Are we game reviewers really so predictable? Now I know there are some games out there that everybody assumes are going to get good reviews – I would be surprised if Halo 3: ODST and Modern Warfare 2 did poorly on the ol’ Metacritic later this year – but come on, we can’t be that easy to read. Right? British company Vertical Slice apparently thinks so very much: they’re boasting that they can predict game scores up to a year in advance.

“People think you can’t predict a game based on quantifiable data,” director Graham McAllister said. “What we can do is get these estimators. Some people will just have a hard job believing it. We have analyzed the statistics to death, thorough and rigorous, and what we’re saying is, ‘You may not like it, but this is the best model that anyone has come up with to date.'”

The “estimators” Vertical Slice is talking about are some pretty heavy statistic and science work. Not only has the company “reverse-engineered” game reviews to see which phrases correspond to particular scores of reviews, but they’ve used intense biometrics to measure how people respond to games. After 30 seconds of play, they say, they can figure how where a game will fall in terms of its review score.

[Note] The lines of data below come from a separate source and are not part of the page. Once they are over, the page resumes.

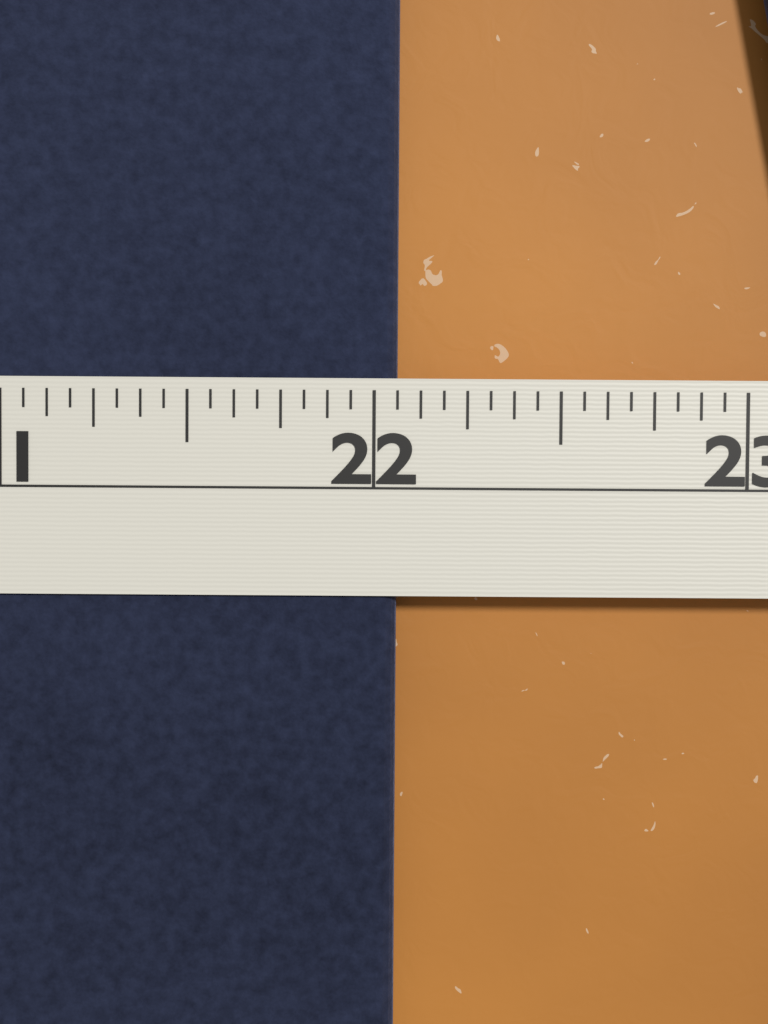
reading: 22.0625 in
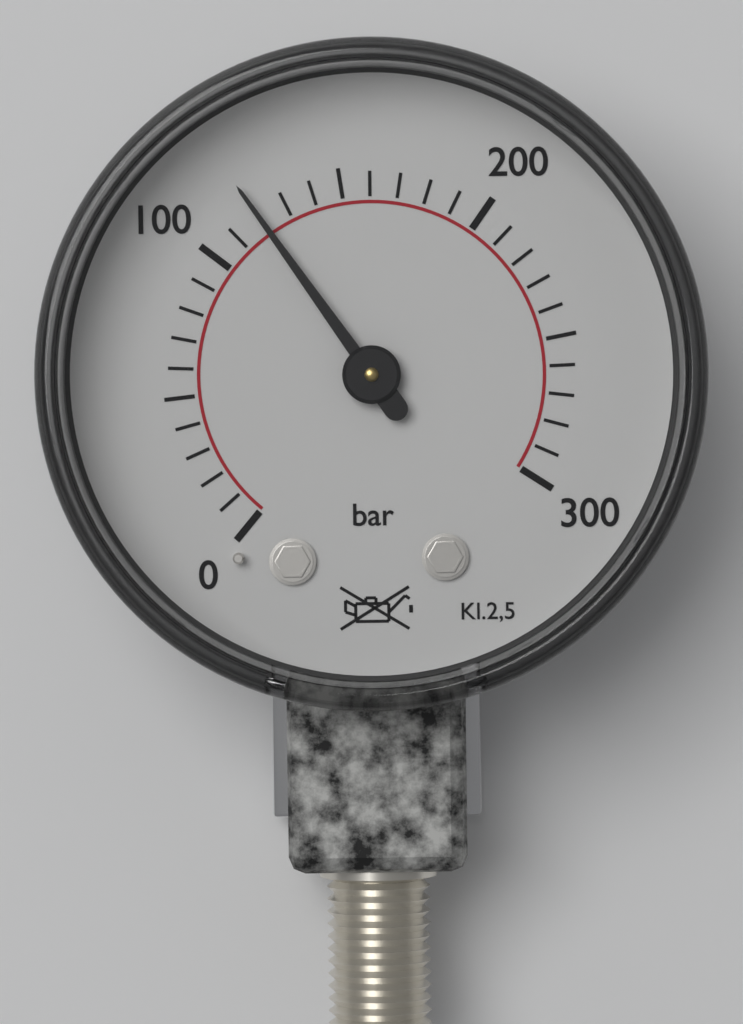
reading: 120 bar
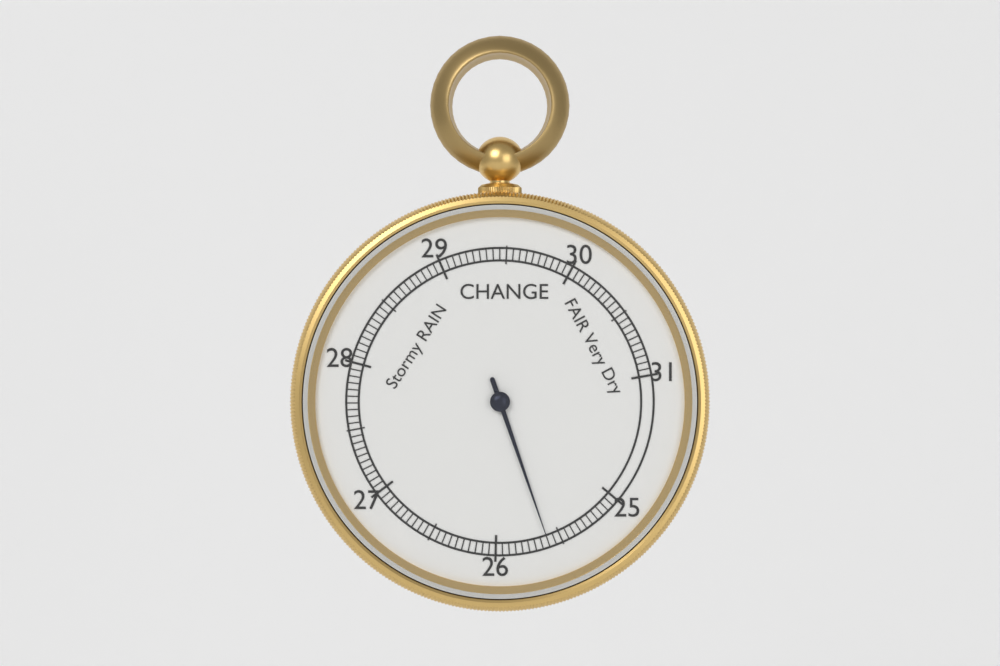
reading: 25.60 inHg
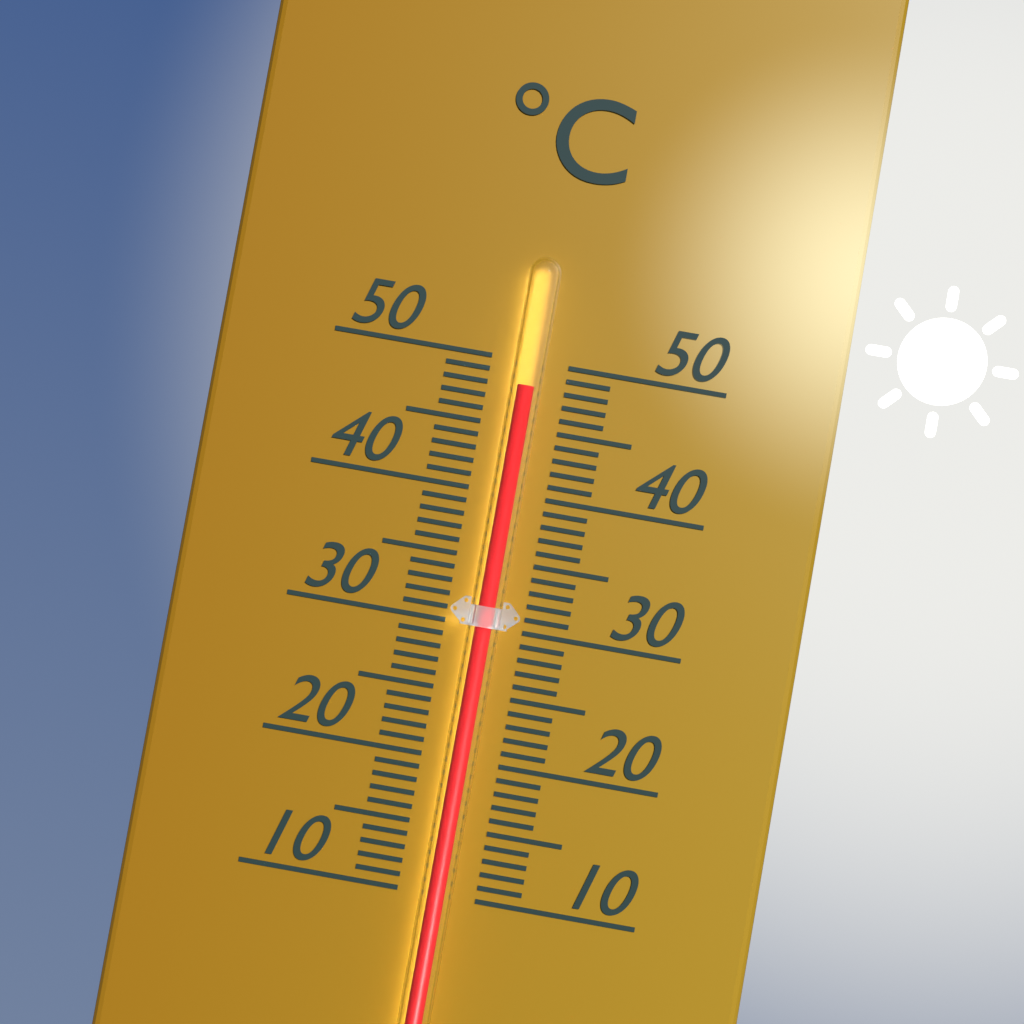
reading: 48 °C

“Biometrics is our big thing; we hook people up to equipment that will measure your heart-rate or skin response,” McAllister said. “If someone says, ‘This is the scariest game ever,’ we’ll be able to say, “Really? Well, we don’t think so.” And we’ll be able to prove it.”

The point isn’t to make game reviewers look like idiots, though. It’s to help developers figure out sooner how they make their games, see where their games are going. “There’s no reason why you would not want it,” McAllister said. “The return on investment is potentially huge. At the minute, our clients range from PS3 developers to iPhone developers.”